Anne Applebaum

A far-fetched war

First, a disclaimer: this review will not touch upon some recent, odd behaviour of this book’s author, Orlando Figes, because I can’t see that it’s relevant.

A far-fetched war
Text settings
Comments

Crimea: The Last Crusade

Orlando Figes

Allen Lane, pp. 575, £

First, a disclaimer: this review will not touch upon some recent, odd behaviour of this book’s author, Orlando Figes, because I can’t see that it’s relevant.

First, a disclaimer: this review will not touch upon some recent, odd behaviour of this book’s author, Orlando Figes, because I can’t see that it’s relevant. The history of the Crimean war is far removed in time and in space from contemporary literary politics, and I think we should keep it that way.

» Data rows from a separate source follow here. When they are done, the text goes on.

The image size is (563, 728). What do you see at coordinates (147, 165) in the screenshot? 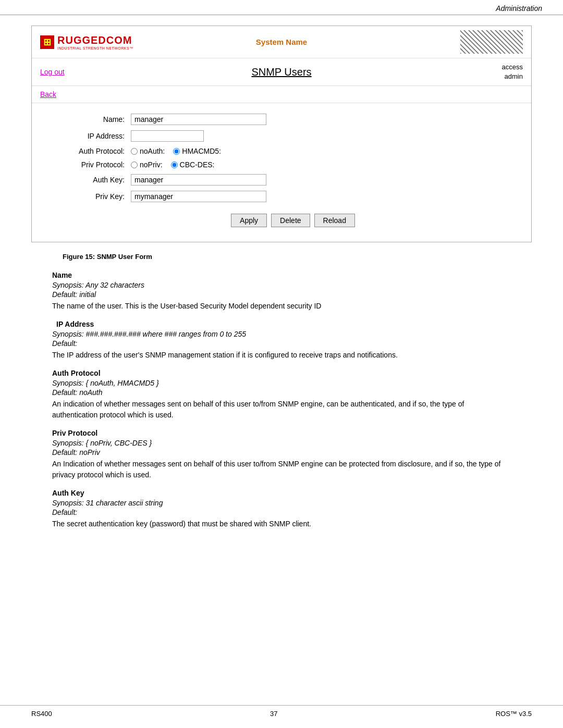
I see `priv-nopriv-option: noPriv:` at bounding box center [147, 165].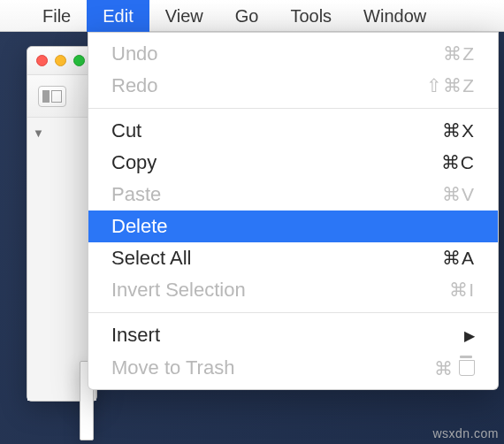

Second, an unexpected fact. Although the Crimean war is also far removed in time and space from contemporary American politics, while reading this excellent book I could not help but marvel at the many parallels with the present. Figes’s goal, in writing about the Crimean war, was to take the subject away from the military historians who have ‘constantly retold the same stories (the Charge of the Light Brigade, the bungling of the English commanders, Florence Nightingale)’ and to put it back into its political context. He is fascinated by, among other things, the Russophobia of the English, the messianism of the Russians, and the obsession everybody had with the complicated politics of Palestine. He argues that subsequent characterisations of the Crimean war as ‘senseless’ or ‘unnecessary’ don’t take into account the importance that these kinds of issues had at the time.

Above all, he paints the Crimean war as an early example of what we now call liberal interventionism. When Lord Palmerston announced he was sending warships to the Dardanelles to help the Turks stand up to the bullying Czar, the British public was delighted. The ‘readiness to intervene in any place around the world in defence of British liberal values’ was exactly what the middle classes expected from their government at that time. If you think that makes 19th- century Britain sound like 21st-century America, you would be absolutely correct. The only difference is that the British didn’t stick around after the fighting, as the Americans did in Iraq, to bring democracy to the Ottoman empire.

This may have been a result of British racism, rather than the lack of British willpower. As Palmerston himself once put it, he would not be disappointed to

see the Turk kicked out of Europe and compelled to go and sit cross-legged, smoke his pipe, chew his opium and cut off heads on the Asiatic side of the Bosphorus.

Queen Victoria also expressed, privately, the wish that the Turks would one day all become Christians. Nevertheless, Palmerston’s crusade against the Russians and in favour of the Turks won him the support of what we would now call the tabloid press, at a moment when the tabloid press was just beginning to matter. His commitment to foreign intervention ‘reinforced their John Bull view that Britain was the greatest country in the world’. Which also sounds familiar, no?

Figes describes at length the role that nationalist and particularly religious fanaticism played in the run-up to the war. We sometimes see these things as cancers of the present, imagining all past statesmen as sober realists, men who only went to war when it was in the national interest to do so. But the Russian motivation in the Crimea, as in the Caucuses, was religious above all else. The Czars’ brutal war against the Chechens, which involved burning crops and villages and cutting down forests (another series of events with echoes in the present) was justified as a fight against the infidel.

Both the Russians and the British, to a degree hardly imaginable now, were also captivated by the dispute over which religious denominations should control the church of the Holy Sepulchre in Jerusalem, where Jesus was allegedly buried. The desire to take back the Holy Land for Western Christianity also motivated the French to take an interest in the Middle East in general, and to oppose Russia in particular. Stories of Russian persecution of Catholics caused outrage in 19th-century Paris, which was then the home of many prominent exiled Polish aristocrats. Figes, perhaps because he is a scholar of Russia, is not entirely sympathetic to these exiles, who by supplying such stories helped foster an image of Russia in France as simultaneously aggressive and backward. Perhaps because I am a sometime resident of Poland, and thus steeped in Polish history, I am more inclined to see their point.

I am also uncertain whether the classification of the Crimean war as ‘senseless’ or ‘unnecessary’ is really so inaccurate. Figes’s explanation of why the war was fought, and what motivated those who did the fighting, is excellent. But it’s hard for me to see, 150 years later, how a war fought at least in part for control of the Holy Sepulchre was ‘necessary’. Though once again, that surely reflects my distance in time and space. A century or two from now, I’m sure people will find our wars equally absurd.